This week on Night Lights it's "Peter Gunn." Peter Gunn was a hit TV crime show with jazz at its center that ran from 1958 to 1961, with Craig Stevens (described as "a poor man's Cary Grant") as the stylish, jazz-loving private detective title character, and frequently directed by Blake Edwards, who would go on to make The Pink Panther several years later. Gunn paid frequent visits to a jazz bar called Mother's and dated a jazz singer (played by Lola Albright); West Coast jazz musicians such as Shelly Manne and Shorty Rogers sometimes appeared on the show. For composer Henry Mancini, who wrote the ubiquitous theme and the rest of the show's background music, Peter Gunn was a career breakthrough; Mancini had just been laid off from Universal Studios when a chance visit to the studio lot to get a haircut led to the job. Mancini went on to record two best-sellng albums of music from Peter Gunn and to win two Grammys as well.
We'll hear music from both Mancini albums, in addition to Peter Gunn interpretations from Shelly Manne and Joe Wilder and dialogue from the show itself. The program airs Saturday, October 22 on WFIU at 11:05 p.m. (9:05 California time, 12:05 a.m. NYC time); you can listen live, or wait until Monday afternoon, when the program will be posted in the Night Lights archives.
Next week on Night Lights: "Moodsville 1"
Next week on The Big Bands: "Kay Kyser's Haunted House Halloween Bash."
P.S. Legendary bassist Henry Grimes, who recorded in the 1960s with Sonny Rollins, Albert Ayler, Cecil Taylor, and many others, and who then vanished for 35 years (he was thought by many to be dead) will be a special guest this Thursday on WFIU's Just You and Me, airing from 3:30 to 5 p.m.. Grimes will be performing Friday, Oct. 28 at the Madame Walker Theater in Indianapolis. I will also be interviewing Grimes for a future Night Lights program; I'd long wanted to do a show about him, and never imagined I'd have the chance to talk to him in person. His comeback is one of the most remarkable stories in jazz history.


_Your task_
Take every line of the material below that includes the string "Total" and copy it out.

_Exercise inputs_
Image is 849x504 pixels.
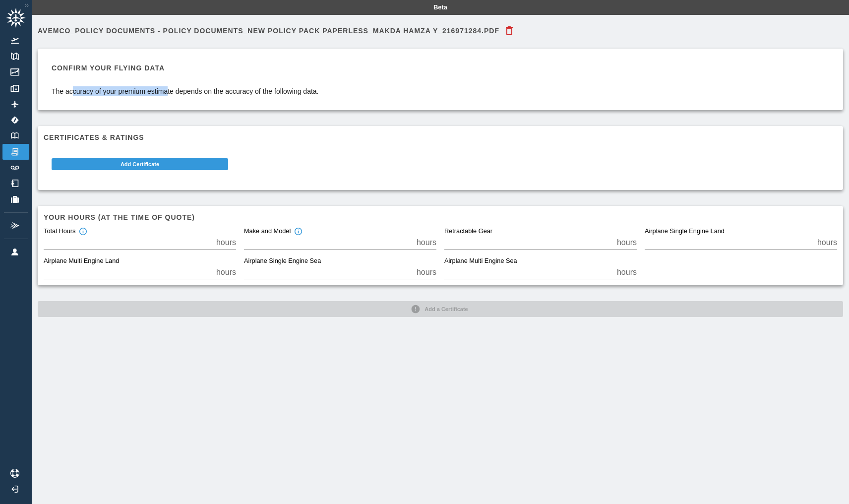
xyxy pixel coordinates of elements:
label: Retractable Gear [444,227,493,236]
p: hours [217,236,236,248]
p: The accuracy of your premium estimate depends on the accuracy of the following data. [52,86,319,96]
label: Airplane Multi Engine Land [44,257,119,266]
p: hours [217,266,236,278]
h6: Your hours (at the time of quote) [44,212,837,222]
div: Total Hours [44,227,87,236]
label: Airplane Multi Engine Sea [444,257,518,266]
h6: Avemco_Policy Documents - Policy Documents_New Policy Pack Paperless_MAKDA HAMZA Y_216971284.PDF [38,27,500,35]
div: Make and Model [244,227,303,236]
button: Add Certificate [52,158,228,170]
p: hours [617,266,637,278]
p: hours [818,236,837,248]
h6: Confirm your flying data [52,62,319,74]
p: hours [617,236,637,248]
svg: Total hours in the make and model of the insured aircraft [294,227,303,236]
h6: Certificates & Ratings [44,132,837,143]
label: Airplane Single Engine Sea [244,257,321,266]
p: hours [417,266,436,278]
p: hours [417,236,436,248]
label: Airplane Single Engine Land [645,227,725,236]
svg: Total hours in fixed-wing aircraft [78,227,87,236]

_Solution to this exercise_
div: Total Hours [44,227,87,236]
svg: Total hours in the make and model of the insured aircraft [294,227,303,236]
svg: Total hours in fixed-wing aircraft [78,227,87,236]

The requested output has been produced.